Greetings, dear ones, on still another cold beautiful morning.
I was wrong yesterday when I mentioned it looked overcast. It was simply too early for the sun to lighting up the place. It was actually clear all day yesterday.
I have a building project to knock out by the end of the week. It involves setting up a shed with some extensions. Hey…maybe I’ll also stick on a shot of that shed just to help you visualize.
OK…please have a nice day.
Love, Dad/Ray.
I have a pretty good hunch that our transition from time to eternity will carry with it some incredible revelations that we never could have dreamed of. There’s scriptural support for that hunch too (1 Corinthians 2:9). But for the time being, I think it is quite proper for us to dream, wonder, and contemplate some of the content of those revelations before we get there. This verse alone opens up a massive bank of questions, wonder, and marvel at the magnitude, wisdom, and omnipotence of Creator God. Think of it. “By faith we understand that the universe was formed at God’s command, so that what is seen was not made out of what was visible” (11:3).
Hang for a moment on that word “visible.” God is invisible. The Bible defines Him as Spirit. If without Him there was not anything made that was made (John 1:3), does it not follow that everything is made out of God? A narrow-minded physicist would likely object and pass such an idea off as a bunch of #+@!! He might point out that “we are quite aware that all things are composed of atoms that are arranged in different configurations so as to determine the nature and quality of matter.” I know I’ve talked about this kind of thing before, but I think it is worth repeating—and it just makes a lot of sense to me that if we can recognize God as Author of the MICROCOSM (infinitely small, invisible), it’s easy to embrace Him as Author of the MACROCOSM (infinitely big, visible). I would like to reply, “Dear Mr. Physicist: How well do you really see atoms? And if you could see them clearly, can you tell me what in the world makes them stick together and work the way they do? What makes those little protons, neutrons, and electrons obit around the nucleus? Why is there even movement? What are those protons and their relatives made from? And do you think you could ever create even one atom?—out of nothing? Anyway, it seems to me that all you know are some characteristics of atoms rather than what really makes them exist.”
“For by him all things were created: things in heaven and on earth, visible and invisible, whether thrones or powers or rulers or authorities; all things were created by him and for him. He is before all things, and in him all things hold together” (Colossians 1:16-17). “For in him we live and move and have our being” (Acts 17:28).
Before I sign off let me draw your attention to verse 13. It encompasses the 7 names of role models that have been mentioned so far in this “Faith Hall of Fame” (Abel, Enoch, Noah, Abraham, Isaac, Jacob, and Sarah). “All these people were still living by faith when they died.” I choose to accept this standard as my personal priority job description—to do what I can to continue living by faith. I’m not dead yet—but it can’t be very far away.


## Task brief
Please transcribe the data below in full, word for word, without the images.

── Data shown ──

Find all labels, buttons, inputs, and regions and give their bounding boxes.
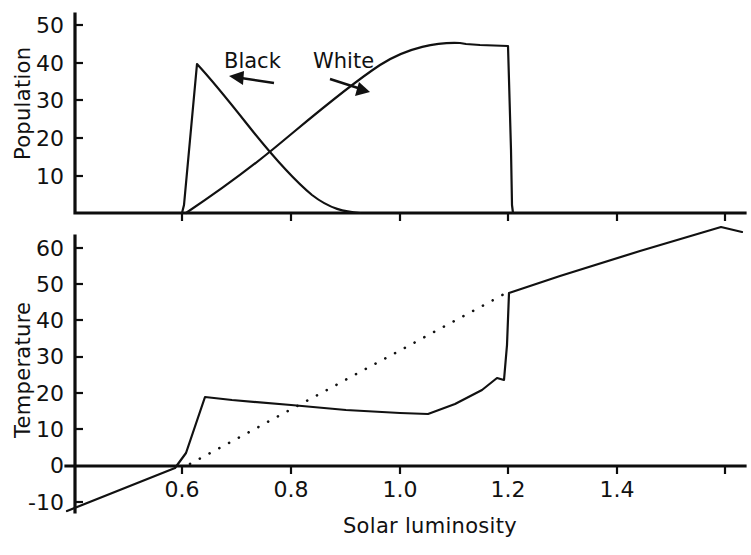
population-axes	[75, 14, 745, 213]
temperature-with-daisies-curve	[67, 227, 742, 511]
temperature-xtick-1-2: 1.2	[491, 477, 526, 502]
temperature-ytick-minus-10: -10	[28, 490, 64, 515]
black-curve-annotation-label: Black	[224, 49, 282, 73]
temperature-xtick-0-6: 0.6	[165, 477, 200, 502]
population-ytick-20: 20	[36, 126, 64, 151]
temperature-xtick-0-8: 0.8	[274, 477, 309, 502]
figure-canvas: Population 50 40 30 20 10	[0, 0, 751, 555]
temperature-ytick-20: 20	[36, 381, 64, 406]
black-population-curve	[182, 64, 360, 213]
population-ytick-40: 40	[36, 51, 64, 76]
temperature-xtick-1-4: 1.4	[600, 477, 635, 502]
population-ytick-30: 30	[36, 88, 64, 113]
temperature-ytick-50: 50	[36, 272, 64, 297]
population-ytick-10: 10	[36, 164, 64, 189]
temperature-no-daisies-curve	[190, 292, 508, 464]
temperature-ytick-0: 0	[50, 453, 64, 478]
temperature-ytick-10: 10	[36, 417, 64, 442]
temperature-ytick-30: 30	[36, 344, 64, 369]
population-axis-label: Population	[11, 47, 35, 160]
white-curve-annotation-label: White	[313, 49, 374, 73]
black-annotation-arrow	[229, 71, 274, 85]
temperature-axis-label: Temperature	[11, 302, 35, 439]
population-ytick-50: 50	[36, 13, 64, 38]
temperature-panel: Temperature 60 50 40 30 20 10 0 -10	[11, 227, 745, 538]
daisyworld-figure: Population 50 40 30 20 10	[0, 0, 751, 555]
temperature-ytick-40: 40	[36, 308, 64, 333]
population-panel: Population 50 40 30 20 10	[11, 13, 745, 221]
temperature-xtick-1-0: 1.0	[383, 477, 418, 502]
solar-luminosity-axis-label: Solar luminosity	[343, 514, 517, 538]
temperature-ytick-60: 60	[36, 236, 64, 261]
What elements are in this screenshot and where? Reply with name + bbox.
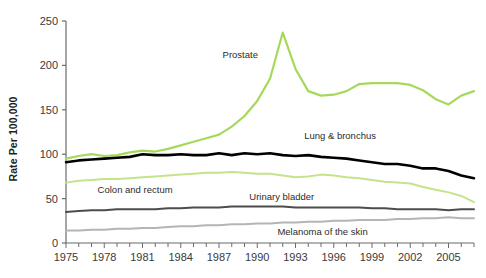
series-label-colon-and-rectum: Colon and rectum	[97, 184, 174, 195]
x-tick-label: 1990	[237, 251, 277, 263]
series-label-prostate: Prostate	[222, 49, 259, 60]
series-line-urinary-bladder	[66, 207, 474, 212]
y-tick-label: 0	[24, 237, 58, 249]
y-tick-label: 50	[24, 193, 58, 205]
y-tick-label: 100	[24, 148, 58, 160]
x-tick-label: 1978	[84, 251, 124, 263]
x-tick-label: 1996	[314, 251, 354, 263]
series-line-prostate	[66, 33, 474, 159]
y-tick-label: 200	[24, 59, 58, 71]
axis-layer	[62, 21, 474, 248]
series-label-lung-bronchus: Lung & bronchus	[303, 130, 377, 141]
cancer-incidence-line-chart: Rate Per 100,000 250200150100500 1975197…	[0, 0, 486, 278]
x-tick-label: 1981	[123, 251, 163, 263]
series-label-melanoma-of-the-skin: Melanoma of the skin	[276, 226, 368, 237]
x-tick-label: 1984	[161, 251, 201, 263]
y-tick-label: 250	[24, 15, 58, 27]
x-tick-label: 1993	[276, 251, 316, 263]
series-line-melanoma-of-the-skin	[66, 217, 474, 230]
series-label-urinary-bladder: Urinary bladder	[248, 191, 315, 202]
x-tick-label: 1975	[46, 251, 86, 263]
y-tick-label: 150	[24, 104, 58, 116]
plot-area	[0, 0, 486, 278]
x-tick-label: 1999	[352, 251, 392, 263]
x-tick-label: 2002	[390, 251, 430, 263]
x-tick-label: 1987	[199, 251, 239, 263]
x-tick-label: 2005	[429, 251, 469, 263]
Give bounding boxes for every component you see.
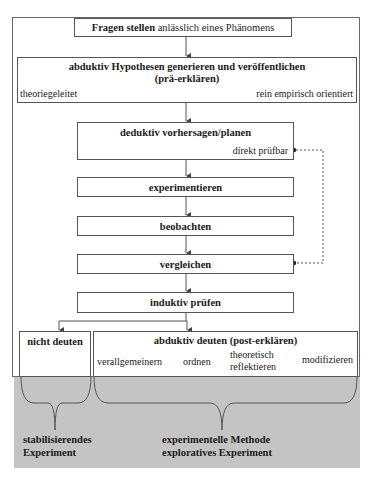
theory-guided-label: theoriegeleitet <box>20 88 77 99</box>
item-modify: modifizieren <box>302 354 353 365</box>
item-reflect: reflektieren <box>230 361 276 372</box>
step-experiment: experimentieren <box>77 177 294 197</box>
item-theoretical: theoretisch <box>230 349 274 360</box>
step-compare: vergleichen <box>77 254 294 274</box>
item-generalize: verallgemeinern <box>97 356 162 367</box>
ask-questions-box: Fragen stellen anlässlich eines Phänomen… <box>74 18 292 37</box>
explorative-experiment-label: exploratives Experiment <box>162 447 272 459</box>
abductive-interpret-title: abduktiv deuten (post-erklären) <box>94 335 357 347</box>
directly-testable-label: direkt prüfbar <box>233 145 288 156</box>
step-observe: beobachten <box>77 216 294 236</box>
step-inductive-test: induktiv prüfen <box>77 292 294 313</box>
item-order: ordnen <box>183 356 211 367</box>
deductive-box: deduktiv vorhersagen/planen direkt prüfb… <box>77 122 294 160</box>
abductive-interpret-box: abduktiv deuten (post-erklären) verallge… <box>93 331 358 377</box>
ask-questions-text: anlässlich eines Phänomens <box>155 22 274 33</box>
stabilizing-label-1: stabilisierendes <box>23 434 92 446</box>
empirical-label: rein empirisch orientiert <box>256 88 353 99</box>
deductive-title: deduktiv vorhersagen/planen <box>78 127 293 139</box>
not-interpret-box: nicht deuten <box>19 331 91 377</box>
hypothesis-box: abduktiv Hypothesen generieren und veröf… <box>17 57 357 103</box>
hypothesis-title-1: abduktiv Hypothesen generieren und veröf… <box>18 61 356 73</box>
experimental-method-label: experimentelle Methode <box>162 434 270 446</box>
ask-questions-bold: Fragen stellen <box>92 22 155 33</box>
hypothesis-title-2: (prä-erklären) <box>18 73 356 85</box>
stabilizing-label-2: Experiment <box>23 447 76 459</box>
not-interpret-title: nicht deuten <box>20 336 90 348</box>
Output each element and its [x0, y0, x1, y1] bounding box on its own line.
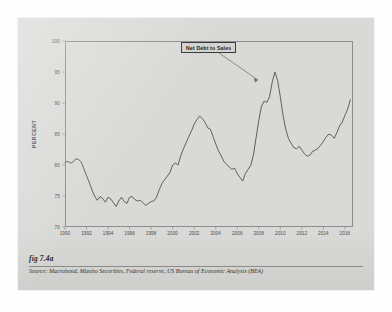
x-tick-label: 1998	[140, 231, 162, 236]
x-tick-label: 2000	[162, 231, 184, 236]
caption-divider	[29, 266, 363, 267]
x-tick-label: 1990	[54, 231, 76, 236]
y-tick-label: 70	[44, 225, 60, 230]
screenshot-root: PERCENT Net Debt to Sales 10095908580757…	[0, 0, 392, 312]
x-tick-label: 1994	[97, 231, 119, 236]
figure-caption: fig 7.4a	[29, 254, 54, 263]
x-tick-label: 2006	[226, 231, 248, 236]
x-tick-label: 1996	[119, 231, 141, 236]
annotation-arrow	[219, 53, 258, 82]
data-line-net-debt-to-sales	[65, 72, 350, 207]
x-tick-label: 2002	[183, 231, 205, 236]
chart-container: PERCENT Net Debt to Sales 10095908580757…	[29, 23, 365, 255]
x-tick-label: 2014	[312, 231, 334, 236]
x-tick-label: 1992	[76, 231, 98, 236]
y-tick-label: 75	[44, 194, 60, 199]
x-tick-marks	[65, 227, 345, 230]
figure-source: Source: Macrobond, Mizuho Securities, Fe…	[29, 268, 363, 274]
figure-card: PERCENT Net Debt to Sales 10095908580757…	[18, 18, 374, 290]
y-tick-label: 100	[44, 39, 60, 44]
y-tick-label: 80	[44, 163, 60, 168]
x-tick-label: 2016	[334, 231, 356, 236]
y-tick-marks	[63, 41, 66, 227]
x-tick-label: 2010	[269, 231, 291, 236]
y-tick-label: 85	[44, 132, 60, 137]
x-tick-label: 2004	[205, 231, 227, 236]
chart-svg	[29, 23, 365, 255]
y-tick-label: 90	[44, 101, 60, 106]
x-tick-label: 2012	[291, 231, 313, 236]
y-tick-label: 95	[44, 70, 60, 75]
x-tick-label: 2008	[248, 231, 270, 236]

───

## Response area
Find all labels, buttons, inputs, and regions and give their bounding boxes.
population-axes	[75, 14, 745, 213]
temperature-with-daisies-curve	[67, 227, 742, 511]
temperature-xtick-1-2: 1.2	[491, 477, 526, 502]
temperature-ytick-minus-10: -10	[28, 490, 64, 515]
black-curve-annotation-label: Black	[224, 49, 282, 73]
temperature-xtick-0-6: 0.6	[165, 477, 200, 502]
population-ytick-20: 20	[36, 126, 64, 151]
temperature-xtick-0-8: 0.8	[274, 477, 309, 502]
figure-canvas: Population 50 40 30 20 10	[0, 0, 751, 555]
temperature-ytick-20: 20	[36, 381, 64, 406]
black-population-curve	[182, 64, 360, 213]
population-ytick-40: 40	[36, 51, 64, 76]
temperature-xtick-1-4: 1.4	[600, 477, 635, 502]
population-ytick-30: 30	[36, 88, 64, 113]
temperature-ytick-50: 50	[36, 272, 64, 297]
population-ytick-10: 10	[36, 164, 64, 189]
temperature-no-daisies-curve	[190, 292, 508, 464]
temperature-ytick-0: 0	[50, 453, 64, 478]
temperature-ytick-10: 10	[36, 417, 64, 442]
temperature-ytick-30: 30	[36, 344, 64, 369]
population-axis-label: Population	[11, 47, 35, 160]
white-curve-annotation-label: White	[313, 49, 374, 73]
black-annotation-arrow	[229, 71, 274, 85]
temperature-axis-label: Temperature	[11, 302, 35, 439]
population-ytick-50: 50	[36, 13, 64, 38]
temperature-panel: Temperature 60 50 40 30 20 10 0 -10	[11, 227, 745, 538]
daisyworld-figure: Population 50 40 30 20 10	[0, 0, 751, 555]
temperature-ytick-40: 40	[36, 308, 64, 333]
population-panel: Population 50 40 30 20 10	[11, 13, 745, 221]
temperature-xtick-1-0: 1.0	[383, 477, 418, 502]
solar-luminosity-axis-label: Solar luminosity	[343, 514, 517, 538]
temperature-ytick-60: 60	[36, 236, 64, 261]
What elements are in this screenshot and where? Reply with name + bbox.
series-label-colon-and-rectum: Colon and rectum	[97, 184, 174, 195]
x-tick-label: 1990	[237, 251, 277, 263]
series-label-prostate: Prostate	[222, 49, 259, 60]
series-line-urinary-bladder	[66, 207, 474, 212]
y-tick-label: 0	[24, 237, 58, 249]
y-tick-label: 50	[24, 193, 58, 205]
y-tick-label: 100	[24, 148, 58, 160]
x-tick-label: 1978	[84, 251, 124, 263]
x-tick-label: 1996	[314, 251, 354, 263]
series-line-prostate	[66, 33, 474, 159]
y-tick-label: 200	[24, 59, 58, 71]
axis-layer	[62, 21, 474, 248]
series-label-lung-bronchus: Lung & bronchus	[303, 130, 377, 141]
cancer-incidence-line-chart: Rate Per 100,000 250200150100500 1975197…	[0, 0, 486, 278]
x-tick-label: 1981	[123, 251, 163, 263]
series-label-melanoma-of-the-skin: Melanoma of the skin	[276, 226, 368, 237]
x-tick-label: 1984	[161, 251, 201, 263]
y-tick-label: 250	[24, 15, 58, 27]
x-tick-label: 1993	[276, 251, 316, 263]
series-line-melanoma-of-the-skin	[66, 217, 474, 230]
series-label-urinary-bladder: Urinary bladder	[248, 191, 315, 202]
x-tick-label: 1975	[46, 251, 86, 263]
y-tick-label: 150	[24, 104, 58, 116]
plot-area	[0, 0, 486, 278]
x-tick-label: 1999	[352, 251, 392, 263]
x-tick-label: 2002	[390, 251, 430, 263]
x-tick-label: 1987	[199, 251, 239, 263]
x-tick-label: 2005	[429, 251, 469, 263]
Give bounding boxes for every component you see.
theory-guided-label: theoriegeleitet <box>20 88 77 99</box>
item-modify: modifizieren <box>302 354 353 365</box>
item-reflect: reflektieren <box>230 361 276 372</box>
step-experiment: experimentieren <box>77 177 294 197</box>
item-theoretical: theoretisch <box>230 349 274 360</box>
step-compare: vergleichen <box>77 254 294 274</box>
item-generalize: verallgemeinern <box>97 356 162 367</box>
ask-questions-box: Fragen stellen anlässlich eines Phänomen… <box>74 18 292 37</box>
explorative-experiment-label: exploratives Experiment <box>162 447 272 459</box>
abductive-interpret-title: abduktiv deuten (post-erklären) <box>94 335 357 347</box>
directly-testable-label: direkt prüfbar <box>233 145 288 156</box>
step-observe: beobachten <box>77 216 294 236</box>
step-inductive-test: induktiv prüfen <box>77 292 294 313</box>
item-order: ordnen <box>183 356 211 367</box>
deductive-box: deduktiv vorhersagen/planen direkt prüfb… <box>77 122 294 160</box>
abductive-interpret-box: abduktiv deuten (post-erklären) verallge… <box>93 331 358 377</box>
ask-questions-text: anlässlich eines Phänomens <box>155 22 274 33</box>
stabilizing-label-1: stabilisierendes <box>23 434 92 446</box>
empirical-label: rein empirisch orientiert <box>256 88 353 99</box>
deductive-title: deduktiv vorhersagen/planen <box>78 127 293 139</box>
not-interpret-box: nicht deuten <box>19 331 91 377</box>
hypothesis-box: abduktiv Hypothesen generieren und veröf… <box>17 57 357 103</box>
hypothesis-title-1: abduktiv Hypothesen generieren und veröf… <box>18 61 356 73</box>
experimental-method-label: experimentelle Methode <box>162 434 270 446</box>
ask-questions-bold: Fragen stellen <box>92 22 155 33</box>
hypothesis-title-2: (prä-erklären) <box>18 73 356 85</box>
stabilizing-label-2: Experiment <box>23 447 76 459</box>
not-interpret-title: nicht deuten <box>20 336 90 348</box>
Output each element and its [x0, y0, x1, y1] bounding box on its own line.
x-tick-label: 1998	[140, 231, 162, 236]
x-tick-label: 2000	[162, 231, 184, 236]
caption-divider	[29, 266, 363, 267]
x-tick-label: 1990	[54, 231, 76, 236]
y-tick-label: 70	[44, 225, 60, 230]
screenshot-root: PERCENT Net Debt to Sales 10095908580757…	[0, 0, 392, 312]
x-tick-label: 1994	[97, 231, 119, 236]
figure-caption: fig 7.4a	[29, 254, 54, 263]
x-tick-label: 2006	[226, 231, 248, 236]
x-tick-label: 1996	[119, 231, 141, 236]
annotation-arrow	[219, 53, 258, 82]
data-line-net-debt-to-sales	[65, 72, 350, 207]
x-tick-label: 2002	[183, 231, 205, 236]
chart-container: PERCENT Net Debt to Sales 10095908580757…	[29, 23, 365, 255]
x-tick-label: 2014	[312, 231, 334, 236]
x-tick-label: 1992	[76, 231, 98, 236]
y-tick-label: 75	[44, 194, 60, 199]
x-tick-marks	[65, 227, 345, 230]
figure-source: Source: Macrobond, Mizuho Securities, Fe…	[29, 268, 363, 274]
figure-card: PERCENT Net Debt to Sales 10095908580757…	[18, 18, 374, 290]
y-tick-label: 100	[44, 39, 60, 44]
y-tick-label: 80	[44, 163, 60, 168]
x-tick-label: 2016	[334, 231, 356, 236]
y-tick-marks	[63, 41, 66, 227]
x-tick-label: 2010	[269, 231, 291, 236]
y-tick-label: 85	[44, 132, 60, 137]
x-tick-label: 2004	[205, 231, 227, 236]
chart-svg	[29, 23, 365, 255]
y-tick-label: 90	[44, 101, 60, 106]
x-tick-label: 2012	[291, 231, 313, 236]
y-tick-label: 95	[44, 70, 60, 75]
x-tick-label: 2008	[248, 231, 270, 236]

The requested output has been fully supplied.